How dey do dat? How do two such laid-back musicians sound at the very least like a trio? Well, I suppose it's what happens when the world's coolest jazz guitarist teams up with the coolest and most tasteful of drummers.
Part of the answer to the conundrum is Hunter's custom-made eight-string Novak guitar, which allows him to pick out his remarkably phat bass lines while playing the melody simultaneously. Apparently Ralph Novak's guitar has special frets and separate signals for the guitar and bass elements. But it still has to be played, and the video allows us to study Hunter's remarkable technique, playing the bass lines with his thumb and fretting with the index finger of his left hand, while he plays the single notes and chords with the other four fingers of his right hand and frets with the other three free fingers of his left hand. That's the literal description, but it doesn't quite explain how his brain copes with the two disciplines at the same time, something which I suppose piano players have to do all the time, but which my scrambled brain finds hard to comprehend. My daughter would call it a brain-fff... (Shut yo mouth!).
The other part of the answer lies with Leon Parker, who is a rare creature in that he is a drummer and percussionist at one and the same time – rather more like a Latin-jazz drummer in that respect, someone like the esteemed Horacio 'El Negro' Hernández. Here he starts off their communion on congas before switching seamlessly to the kit drum, which he plays as if wanting to tickle its tom-tom rather than bash the living hell out of it. The left-hand rimshots combined with the right-hand cymbal-work when they start to really take off at around the minute-and-a-half mark is discretion itself. Soon after four minutes, with the guitarist comping the bejayzus out of his Novax, Parker launches into one of the most musical drum solos you'll ever hear this side of... I must stop beating on about Joe Morello's solo in 'Take Five'.
This meeting of Charlie Hunter and Leon Parker dates from a live appearance in 1999 on Aqui y Ajazz, a bilingual English/Spanish web/TV magazine curated, if that's the appropriate word, by singer Chiqui Rodriguez and dedicated to promoting jazz and other genres all over the world.
The pair of them only made one album as a duo – in the same year as this performance was recorded – but my, it's a good one: the appropriately entitled Duo is a mini monument to good taste. Parker stayed with the guitarist for Hunter's eponymous follow-up with a bigger group (for most of the tracks). But two albums together is probably the limit for a restless musician like Hunter. A native of the San Francisco area, his mother repaired guitars for a living, which presumably had an effect on young Charlie. He studied at Berkeley and took guitar lessons from the semi-legendary Joe Satriani. After honing his technique by busking in Paris, Hunter teamed up back home with his friend Michael Franti, aka Spearhead, in Franti's polemic group, The Disposable Heroes of Hiphoprisy, responsible for such gems as 'Television, The Drug of The Nation'.
He began his jazz career proper with Charlie Hunter Trio in 1993 before being snapped up by Blue Note for seven albums that concluded with Songs from the Analog Playground in 2001, which saw him collaborate with other Blue Note artists like Norah Jones and Kurt Elling. With more than 50 albums on his c.v., mainly under his own name and partly in joint ventures like T.J. Kirk, Groundtruther, Victoria Victoria, Hunter's latest project has seen him teaming up once more with the great jazz singer, Kurt Elling, as SuperBlue. Charlie Hunter certainly doesn't stand still.
By contrast, Leon Parker's discography is more like his drumming: less is more. He started playing the drums at age three, but unlike so many drummers he didn't seem to be bitten by the urge to make the kit bigger and better. Instead, he scaled things down to the extent of playing sets on just a bass drum, snare drum and cymbal. Had he been a prog-rocker, he'd have been laughed off stage. While Charlie Hunter was honing his craft on the streets of Paris, Leon Parker and his flautist wife spent 1989 playing throughout Spain and Portugal, so I guess you wouldn't want to carry around anything much more cumbersome than a cymbal.
Whatever the differences in approach, the two of them work beautifully together. Charlie Hunter said that what he looked for in a drummer was a 'perfect blend of the visceral and the intellectual,' and Leon Parker would seem to supply that in spades. It's a shame they only made two albums together, but perhaps they would have lost with over-familiarity that freshness and sparkle so evident here. The guitarist always quotes Joe Pass as his biggest influence on guitar, but what he and his drummer achieve on 'Mean Streak' and indeed the whole of Duo is something in the spirit of Kenny Burrell's after-hours masterpiece, Midnight Blue. When it comes to cool, you can't get much cooler than that.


- _About this task_
Drop the pictures, then extract the listing word for word.

- _Given records_

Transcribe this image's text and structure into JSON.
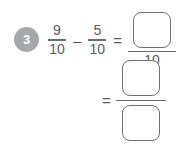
{
  "problem": {
    "number": "3",
    "badge_color": "#a6a8aa",
    "text_color": "#5a5b5d",
    "background_color": "#ffffff",
    "expression": {
      "operand_1": {
        "numerator": "9",
        "denominator": "10"
      },
      "operator": "–",
      "operand_2": {
        "numerator": "5",
        "denominator": "10"
      },
      "equals": "=",
      "result_1": {
        "numerator_value": "",
        "numerator_placeholder": "",
        "denominator": "10"
      }
    },
    "simplified": {
      "equals": "=",
      "numerator_value": "",
      "denominator_value": ""
    }
  }
}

- _Written response_
Transcribe this image's text and structure into JSON.
{
  "problem": {
    "number": "3",
    "badge_color": "#a6a8aa",
    "text_color": "#5a5b5d",
    "background_color": "#ffffff",
    "expression": {
      "operand_1": {
        "numerator": "9",
        "denominator": "10"
      },
      "operator": "–",
      "operand_2": {
        "numerator": "5",
        "denominator": "10"
      },
      "equals": "=",
      "result_1": {
        "numerator_value": "",
        "numerator_placeholder": "",
        "denominator": "10"
      }
    },
    "simplified": {
      "equals": "=",
      "numerator_value": "",
      "denominator_value": ""
    }
  }
}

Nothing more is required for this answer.